Sunday, May 7, 2017

Building Resilience in the Classroom

by Samantha Cleaver

This is the third blog in the three-blog series “Building Resilience in the Classroom.”

We’ve all been there: After passing back the math quiz, a frustrated sigh and “I’ll never be able to do this!” comes from the corner of the room. And we’ve all met the student who’s so afraid of failure that he refuses to try anything new, whether that’s reading a more challenging book or doing a long-division problem that looks more difficult than the one he did yesterday. Then there are the kids who are rarely discouraged. They understand that even if today was tough, tomorrow is a new day.
The difference between the kids who bounce back easily and those who can’t seem to recover from the frustration is resiliency.

Resiliency comes from kids’ beliefs and attitudes about themselves and what happens to them. Fortunately, these internal factors—humor, inner direction, optimism and flexibility—are traits that we can build or strengthen.

One thing we shouldn’t do is shield kids from everyday frustrations. They need to experience everyday failures and challenges. It’s the kids who never feel frustrated (or who experience excessive stress) who are vulnerable later.

Here are three ways to develop student resiliency in a moment of frustration, and five ways to build resiliency in your classroom for the long run.

In the Moment
  1. Keep perspective.
    To you, it’s a small thing (one quiz grade, missing a turn at the block center, presenting in front of the class), but to the student it’s a disaster.

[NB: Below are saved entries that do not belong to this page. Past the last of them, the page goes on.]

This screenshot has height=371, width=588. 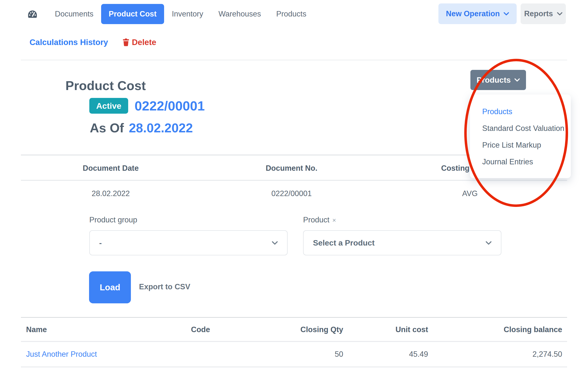 I want to click on costing-method-value: AVG, so click(x=470, y=194).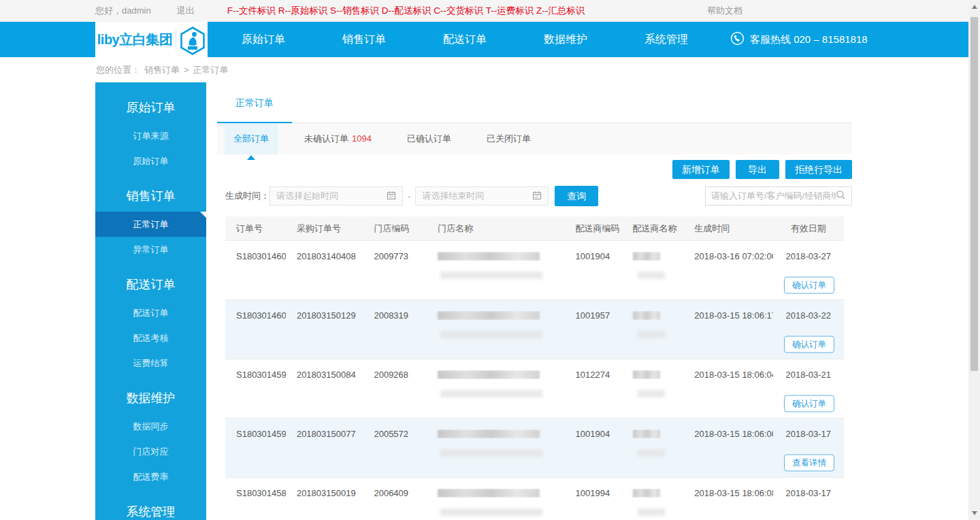 The image size is (980, 520). What do you see at coordinates (123, 11) in the screenshot?
I see `user-greeting: 您好，dadmin` at bounding box center [123, 11].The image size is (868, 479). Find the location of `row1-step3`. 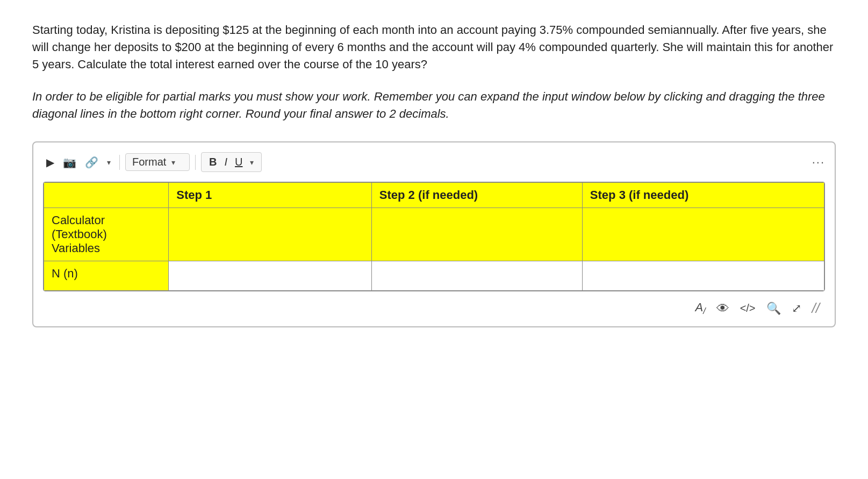

row1-step3 is located at coordinates (703, 234).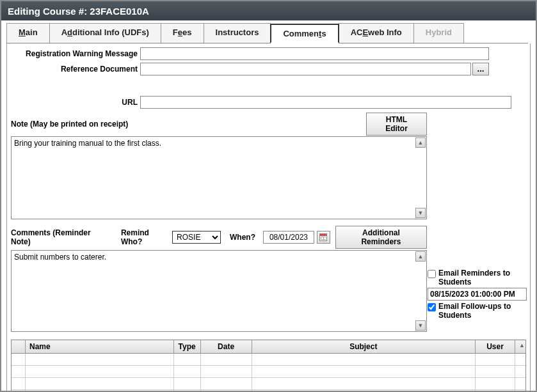  Describe the element at coordinates (105, 33) in the screenshot. I see `tab-additional-info: Additional Info (UDFs)` at that location.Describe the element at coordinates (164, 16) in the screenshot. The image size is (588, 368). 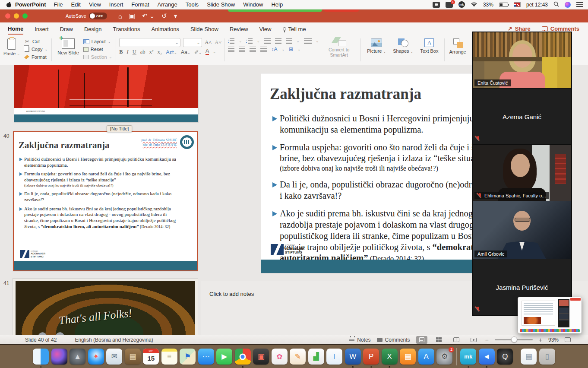
I see `redo-icon: ↺` at that location.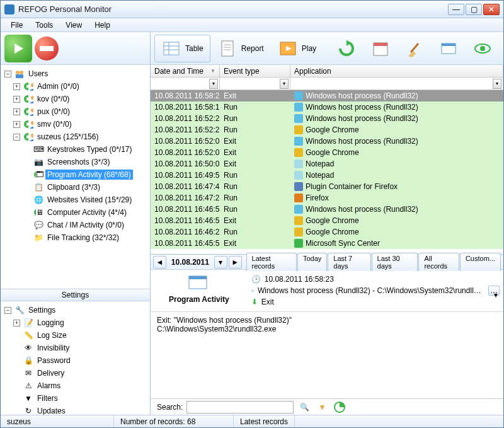 The height and width of the screenshot is (428, 504). I want to click on table-row: 10.08.2011 16:46:22RunGoogle Chrome, so click(327, 232).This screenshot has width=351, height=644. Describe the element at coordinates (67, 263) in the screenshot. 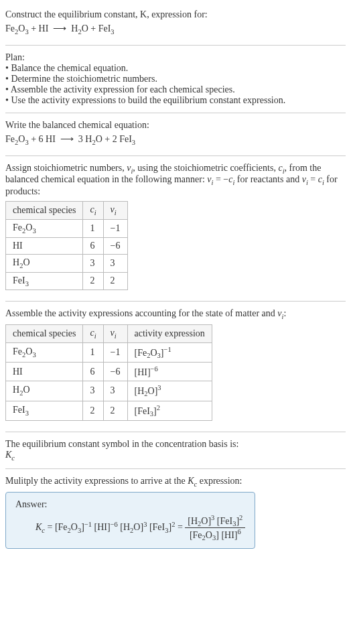

I see `table-row: H2O 3 3` at that location.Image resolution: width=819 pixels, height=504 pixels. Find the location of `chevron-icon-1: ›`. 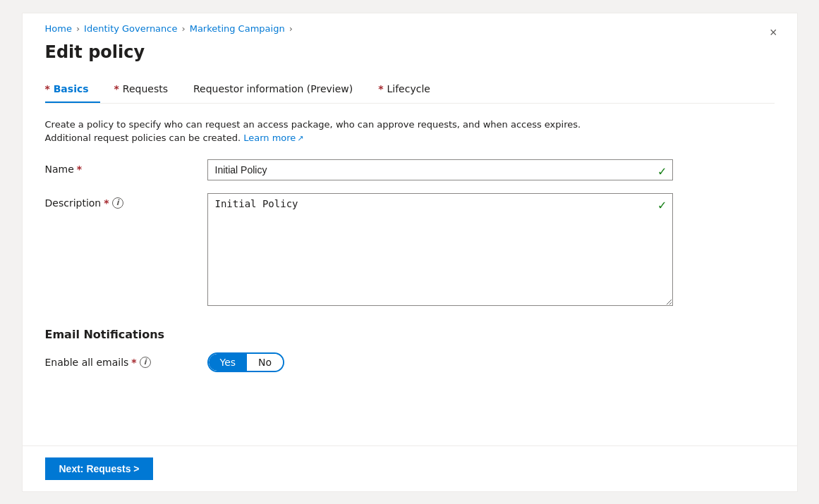

chevron-icon-1: › is located at coordinates (78, 28).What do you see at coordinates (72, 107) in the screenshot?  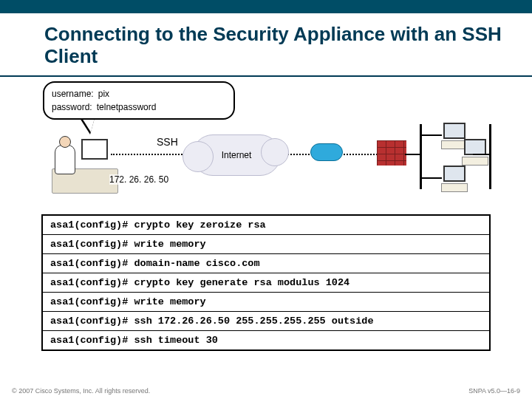 I see `password-label: password:` at bounding box center [72, 107].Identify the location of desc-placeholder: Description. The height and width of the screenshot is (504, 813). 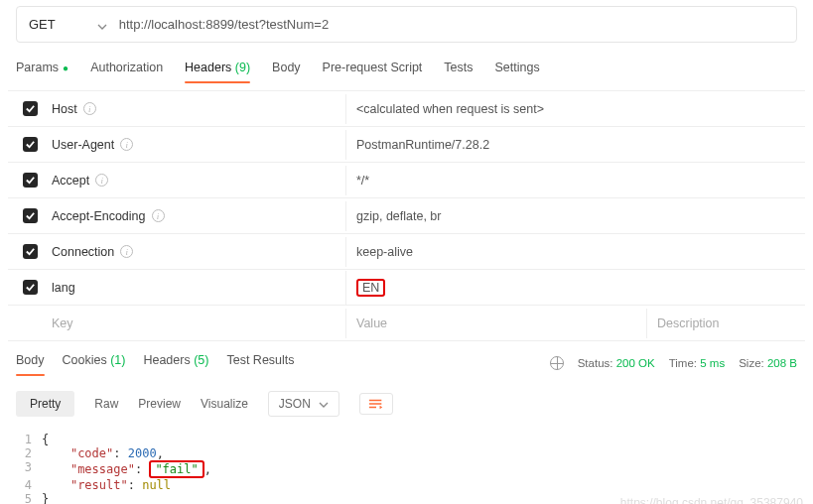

Keeping perspective isn’t about minimizing the problem or insisting that it could be worse: It’s about problem solving.What You Can Do:
    • Triage the situation: Help the child think about other quizzes that are coming up, the time he spent at the block center yesterday, or the way she prepared for the presentation, to show them that this is one event among many. Then, plan ways to tackle these stresses in the future.
  2. Capture the opportunity.
    We do kids a disservice when we step in too soon so they never experience making mistakes. (For example, when a parent corrects a child’s homework errors before he turns it in.) In fact, children learn more when we allow them to make mistakes. It’s all in how we teach them to handle it.What You Can Do:
    • Praise effort: What you praise shows what you value. So focus praise on kids’ effort or creativity. A huge mistake could show a lot of creativity and ingenuity, even if the outcome is a disaster.
  3. Cool down.
    Of course, the best time to teach cool-down strategies is before kids get upset, but in-the-moment is the time to get them to practice those strategies.What You Can Do:
    • Cool-down corner: Create a cool-down corner with heavy pillows and calming music with headphones, or books. Teach older kids to count to 10 while taking deep breaths or to distract themselves by reading or writing until they’ve calmed down.
For the Long Term
  1. Create connection.
    Relationships are key to resiliency, and it’s not the number but the quality that counts. In addition to the emotional benefits, the best way to learn how to deal with minor stresses is to have it modeled by peers.What You Can Do:
    • Spin a web: Create a web that shows how the kids are all connected to one another. Then, use that web to figure out where and how you can build new connections.
    • Peer mentoring: Instead of doing show-and-tell or another presentation, pair kids up and have them teach one another something they know, share a book they read or explain a favorite hobby.
  2. Build competence.
    Every student is good at something. In particular, students may struggle when they don’t see the connection between their strengths transfer across situations—think of the student whose multiplication skills are strong, but he struggles to apply them to word problems.What You Can Do:
    • Compliment cards: Make it a habit to leave sticky notes with compliments on your students’ desks. Plan out a delivery schedule that will make it feel random to keep them pleasantly surprised. Even better, use those compliments to call out students for their strengths—during a social studies project, ask a curious child to create a list of questions about the Revolutionary War, for example.
  3. Give them options.
    Choices give kids power and self-determination, plus it lets them make choices and live with the consequences, however minor. Giving kids authentic (not false) choices doesn’t have to be complex—choices around how to complete an assignment are enough.What You Can Do:
    • Choice boards: Provide a list of choices that students can make with each assignment. For younger students, this could be a limited list of options (answering questions out of order, choosing to skim a passage before reading it). For older kids, this could be a discussion about different ways to approach a project.
    • Would You Rather? Playing “Would You Rather?” shows students how different people approach the same situation and takes them through the decision-making process. (Here is one list of WYR questions. This site has lots of WYR questions for older students.)
  4. Connect with characters.
    Books are a great jumping-off point for talking about resiliency. For example, Chester’s Way and Sheila Rae, the Brave by Kevin Henkes, novels like Hatchet by Gary Paulsen, and biographies provide a lot to talk about when it comes to resiliency.What You Can Do:
    • Focus on control: During discussion, focus on the choices the character made. This helps students understand that how we handle situations is within our control. And ask: What other choices could the character have made? And how would it have changed the outcome?
  5. Encourage constant progress.
    Setting and achieving goals builds the practice of self-monitoring and helps students see the results of their hard work. The trick isn’t in setting goals but in sticking with them.What You Can Do:
    • Stair steps: Have students set big goals, and identify a few steps along the way. Then, have students reflect after each step about what helped them get there and what they want to keep, or stop, doing.